Markit was founded in 2003 in a barn outside London by former TD Securities executive Lance Uggla and was backed in its early days by a group of large banks eager for transparent pricing data in the opaque world of credit derivatives.
It went public in 2014, raising $1.3 billion in a larger-than-expected IPO that allowed 12 Wall Street banks including Goldman Sachs Group Inc. and Bank of America Corp. to sell portions of their stakes.
Mr. Uggla took over the combined company around the end of 2017 from his counterpart at IHS.
At the time of the merger between IHS and Markit, the two companies had a combined market value of about $13 billion.
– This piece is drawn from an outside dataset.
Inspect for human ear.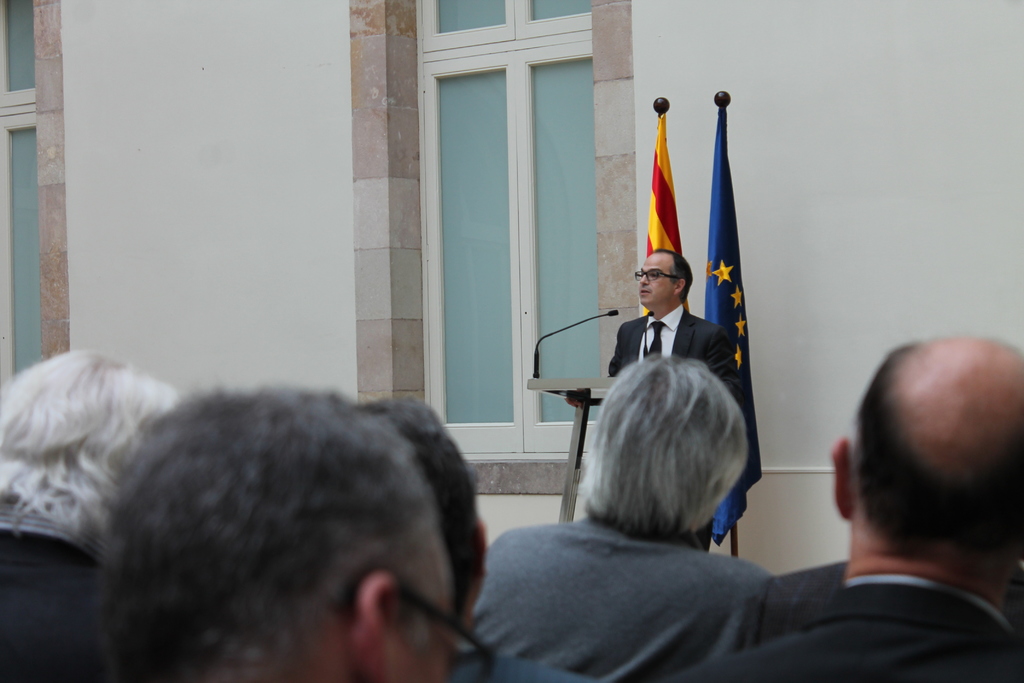
Inspection: [673,280,680,297].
Today, IHS Markit is nearly three times as valuable, a sign of how hot the market for financial data is.
IHS in late September reported that its third-quarter profit rose while its revenue fell as its customers—which include companies in financial services, transportation and oil and gas—recovered from the shock of the coronavirus pandemic at varying speeds. A unit that supplies data to energy companies and one that sells technical information to product designers, among other things, were worst hit.
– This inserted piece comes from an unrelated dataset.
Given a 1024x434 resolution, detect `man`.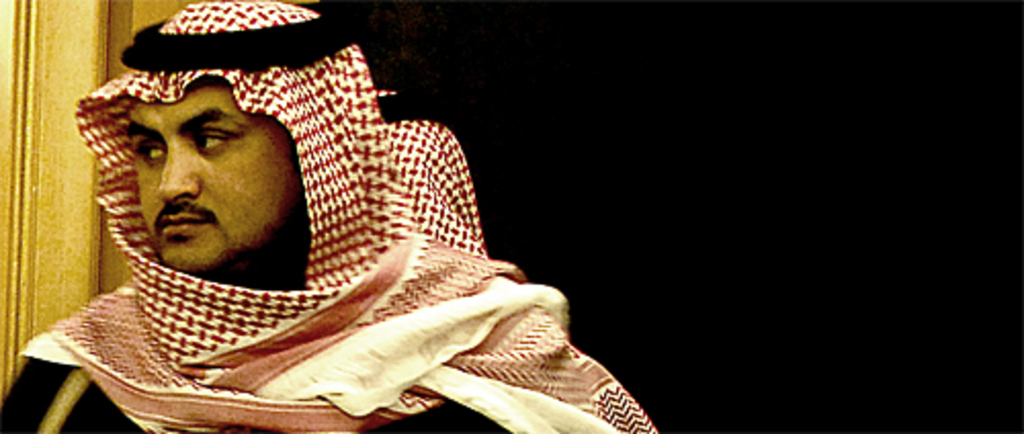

S&P is now bulking up after years of slimming down. The company in 2011 was spun out of the McGraw Hill publishing conglomerate and in 2016 sold J.D. Power, the marketing firm known for its customer-satisfaction rankings, before rebranding from McGraw Hill Financial.
S&P's revenue rose 9% in the third quarter, rising in all of its divisions and especially in the ratings business, its largest. The business has benefited as bond issuance soars with interest rates at historic lows. Profit fell compared with a year ago.
At $44 billion, S&P's deal for IHS would be the largest of the year globally, according to Dealogic data, topping both chip maker Nvidia Corp.'s nearly $40 billion deal to buy chip designer Arm Holdings. and a roughly $40 billion deal between Nippon Telegraph & Telephone Corp. and a subsidiary.
Global M&A volume so far this year is running 12% lower compared with the same period a year earlier, with the U.S. down 28%, after the pandemic forced companies to tend to their own businesses. Deals dried up in the second quarter but have come roaring back since late summer, particularly among technology and health-care companies. As in prior years, technology is by far the most active sector for M&A, with $669 billion worth of deals so far.
With the stock market rallying, many acquirers are using their richly valued shares as currency, prompting a steady stream of all-stock deals in recent weeks.
The Wall Street Journal reported last week that Salesforce.com Inc. is in talks to buy Slack Technologies Inc., for more than the $17 billion market value of the maker of a popular office-chat app.